US plans Middle East trip for Biden

204
2
US plans Middle East trip for Biden

Sources said on Wednesday that the US officials are planning a trip to the Middle East for President Joe Biden later this month to meet Gulf allies, which could put him in the same room with Saudi Crown Prince Mohammed bin Salman.

Sources inside and outside the United States who spoke on condition of anonymity said no final decisions have been made about the trip.

The sources said that the trip would include a visit to Israel, in which Biden would meet Israeli Prime Minister Naftali Bennett, as well as a G 7 summit in Germany and a NATO meeting in Spain.

Asked about the possibility of Biden going to Saudi Arabia, White House Press Secretary Karine Jean-Pierre told reporters Wednesday she had no trips to preview, and Biden stood by his earlier opinions of the crown prince.

Biden entered office in January 2021 and promised to re-establish the U.S. relationship with Saudi Arabia after the murder of Washington Post journalist Jamal Khashoggi, which U.S. intelligence says was approved by bin Salman. The White House had cozy ties with the crown prince, according to the former president Donald Trump.

The visit is intended to bolster relations with Saudi Arabia, at a time in which Biden is trying to find ways to lower high gasoline prices in the United States.

Is it possible that Saudi Arabia will increase production of oil? OPEC reached with Russia and nine other producers after it rejected U.S. requests to do so.

Since 2020, the OPEC group has unwinded record output cuts as demand recovers from the coronaviruses epidemic, but not as fast as the West and other consumers want.

Biden is aiming to participate in the Riyadh summit of the Gulf Cooperation Council, a regional union whose members include Bahrain, Kuwait, Oman, Qatar, Saudi Arabia and the United Arab Emirates.

The goal would be to hold an annual summit between the United States and the GCC that began during the presidency of Barack Obama.

One source said that Washington was looking for an extension of the Yemen truce and clarity on oil output by Saudi Arabia and the United Arab Emirates before agreeing to the summit.

A two-month nationwide truce between a Saudi-led coalition and the Iran-aligned Houthi group, the first since 2016 ends on June 2, and ends on June 2.

Two senior U.S. officials visited Saudi Arabia in May for talks that covered energy and other issues, but did not include calls for boosting Saudi oil exports, the White House said at the time.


Problem requirements:
Exclude the pictures, then repeat the remaining data exactly.

== Listed entries

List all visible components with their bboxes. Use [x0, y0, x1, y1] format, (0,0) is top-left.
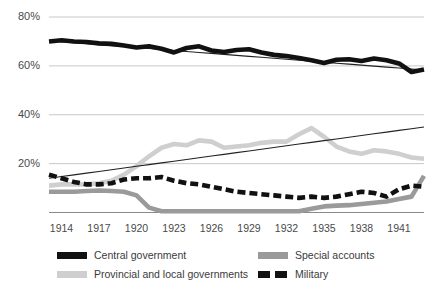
- legend-item[interactable]: Provincial and local governments: [57, 269, 248, 280]
- x-axis-tick-label: 1935: [307, 222, 341, 234]
- series-line: [49, 175, 424, 198]
- chart-legend: Central governmentSpecial accountsProvin…: [0, 246, 430, 288]
- y-axis-tick-label: 20%: [4, 157, 40, 169]
- central-government-swatch: [57, 252, 87, 259]
- series-line: [49, 40, 424, 72]
- military-swatch: [258, 271, 288, 278]
- y-axis-tick-label: 60%: [4, 59, 40, 71]
- x-axis-tick-label: 1920: [120, 222, 154, 234]
- x-axis-tick-label: 1941: [382, 222, 416, 234]
- legend-item[interactable]: Military: [258, 269, 328, 280]
- legend-label: Military: [295, 269, 328, 280]
- x-axis-tick-label: 1923: [157, 222, 191, 234]
- legend-label: Provincial and local governments: [94, 269, 248, 280]
- special-accounts-swatch: [258, 252, 288, 259]
- x-axis-tick-label: 1929: [232, 222, 266, 234]
- x-axis-tick-label: 1917: [82, 222, 116, 234]
- legend-label: Special accounts: [295, 250, 374, 261]
- x-axis-tick-label: 1926: [195, 222, 229, 234]
- chart-container: 20%40%60%80% 191419171920192319261929193…: [0, 0, 430, 293]
- y-axis-tick-label: 80%: [4, 10, 40, 22]
- x-axis-tick-label: 1932: [270, 222, 304, 234]
- legend-item[interactable]: Central government: [57, 250, 186, 261]
- y-axis-tick-label: 40%: [4, 108, 40, 120]
- x-axis-tick-label: 1938: [345, 222, 379, 234]
- provincial-local-governments-swatch: [57, 271, 87, 278]
- x-axis-tick-label: 1914: [45, 222, 79, 234]
- legend-item[interactable]: Special accounts: [258, 250, 374, 261]
- legend-label: Central government: [94, 250, 186, 261]
- series-line: [49, 128, 424, 185]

====

Output below:
List all visible components with their bboxes. Use [x0, y0, x1, y1] format, (0,0) is top-left.
- legend-item[interactable]: Provincial and local governments: [57, 269, 248, 280]
- x-axis-tick-label: 1935: [307, 222, 341, 234]
- series-line: [49, 175, 424, 198]
- chart-legend: Central governmentSpecial accountsProvin…: [0, 246, 430, 288]
- y-axis-tick-label: 20%: [4, 157, 40, 169]
- central-government-swatch: [57, 252, 87, 259]
- series-line: [49, 40, 424, 72]
- military-swatch: [258, 271, 288, 278]
- y-axis-tick-label: 60%: [4, 59, 40, 71]
- x-axis-tick-label: 1920: [120, 222, 154, 234]
- x-axis-tick-label: 1941: [382, 222, 416, 234]
- legend-item[interactable]: Military: [258, 269, 328, 280]
- legend-label: Military: [295, 269, 328, 280]
- x-axis-tick-label: 1923: [157, 222, 191, 234]
- legend-label: Provincial and local governments: [94, 269, 248, 280]
- special-accounts-swatch: [258, 252, 288, 259]
- x-axis-tick-label: 1929: [232, 222, 266, 234]
- x-axis-tick-label: 1917: [82, 222, 116, 234]
- legend-label: Special accounts: [295, 250, 374, 261]
- x-axis-tick-label: 1926: [195, 222, 229, 234]
- chart-container: 20%40%60%80% 191419171920192319261929193…: [0, 0, 430, 293]
- y-axis-tick-label: 80%: [4, 10, 40, 22]
- x-axis-tick-label: 1932: [270, 222, 304, 234]
- legend-item[interactable]: Central government: [57, 250, 186, 261]
- y-axis-tick-label: 40%: [4, 108, 40, 120]
- x-axis-tick-label: 1938: [345, 222, 379, 234]
- provincial-local-governments-swatch: [57, 271, 87, 278]
- x-axis-tick-label: 1914: [45, 222, 79, 234]
- legend-item[interactable]: Special accounts: [258, 250, 374, 261]
- legend-label: Central government: [94, 250, 186, 261]
- series-line: [49, 128, 424, 185]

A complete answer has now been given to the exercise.